EXERCISE:
Your output should be the lines of the entries below, exactly, from the first one through the line that holds "Image resolution: width=972".

EXTRACTED INFORMATION:
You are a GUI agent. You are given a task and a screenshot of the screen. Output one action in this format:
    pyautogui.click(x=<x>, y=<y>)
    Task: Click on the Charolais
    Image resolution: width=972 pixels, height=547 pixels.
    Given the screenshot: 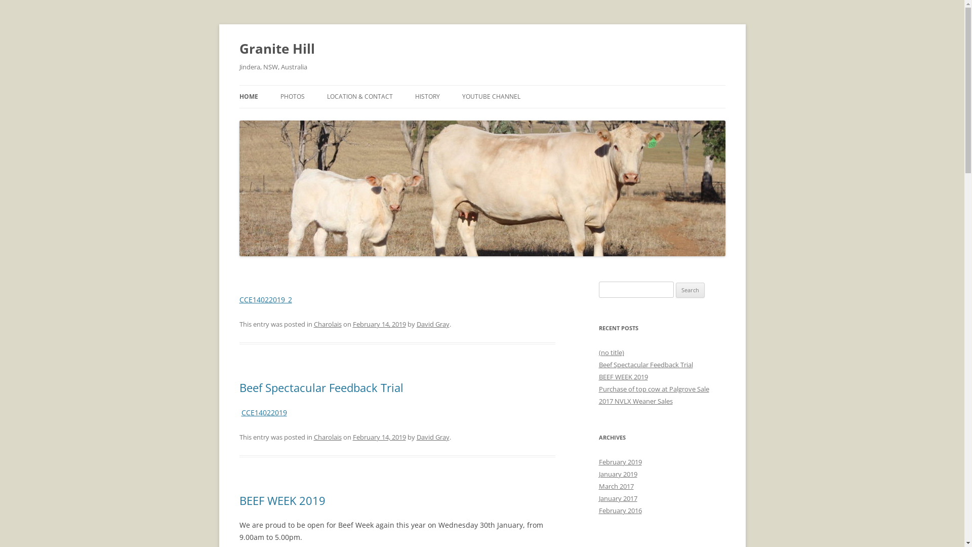 What is the action you would take?
    pyautogui.click(x=328, y=324)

SOLUTION TO THIS TASK:
You are a GUI agent. You are given a task and a screenshot of the screen. Output one action in this format:
    pyautogui.click(x=<x>, y=<y>)
    Task: Click on the Charolais
    Image resolution: width=972 pixels, height=547 pixels.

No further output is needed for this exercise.